What’s your “thing”?

“What’s your ‘thing’?” I get asked that question quite a bit. The market research industry is full of innovative tools and techniques and people want to know what ours is. 

It’s easy to get infatuated with shiny, new research methods. Improvements in data collection, no matter how small, are important. But, I think the market research community has taken it too far. 

The tool is not the “thing.” 

How you analyze the data is far more important than how you collect the data. 

Let me illustrate the point. The insight behind the famous “Got Milk?” campaign is largely attributed to a clever research technique – a milk deprivation study. The agency strategists had people go without milk for a week to see what happened. The big insight was that milk is not really a stand alone product but a compliment to people’s favorite foods. No milk meant having less of their favorite foods.

No doubt, the deprivation study helped unearth a great insight.

However, there could have been a lot of other findings resulting from this technique. The agency may have also learned that…

  • milk is often replaced by fruit juice, 
  • moms miss milk more than others, 
  • most milk consumption happens before 10am
  • milk is missed equally regardless of the brand
  • whole milk drinkers miss milk more than skim milk drinkers
  • etc. 

The data collected through this approach could have pointed the agency in seemingly a dozen different directions.
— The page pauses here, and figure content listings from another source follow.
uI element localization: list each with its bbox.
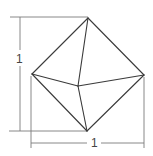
width-label: 1 — [91, 136, 98, 150]
octahedron-edges — [32, 18, 144, 131]
edge-top-center — [78, 18, 88, 86]
height-label: 1 — [16, 52, 23, 66]
edge-left-center — [32, 74, 78, 86]
octahedron-diagram: 1 1 — [0, 0, 153, 156]
edge-top-right — [88, 18, 144, 75]
dimension-lines — [9, 17, 144, 148]
edge-center-bottom — [78, 86, 87, 131]
edge-top-left — [32, 18, 88, 74]
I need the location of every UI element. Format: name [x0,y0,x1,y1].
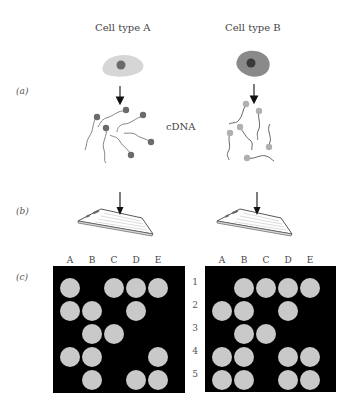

What matters more than how you choose to collect data is the ability to expertly analyze the data. It comes down to knowing how to answer two key questions:

  1. What’s important?
  2. What does it mean?

I’m all for better ways to conduct research. And our team at PARAGRAPH experiments with new techniques all the time. But our “thing” isn’t a unique or proprietary tool. It’s our ability to interpret what we’re learning and communicate clear implications and recommendations to clients. 

That skill is a lot harder to pitch than a piece of advanced natural language processing software, a brainwave measuring device to gauge response to an ad, the use of AI to sort and tag qualitative data, or using smartphones to geo-track the shopper journey.  

Just as the tool isn’t the “thing,” the data isn’t “the answer.”

The best “thing” you can offer clients is superior analysis techniques and sound recommendations rather than flashy, new data collection methods.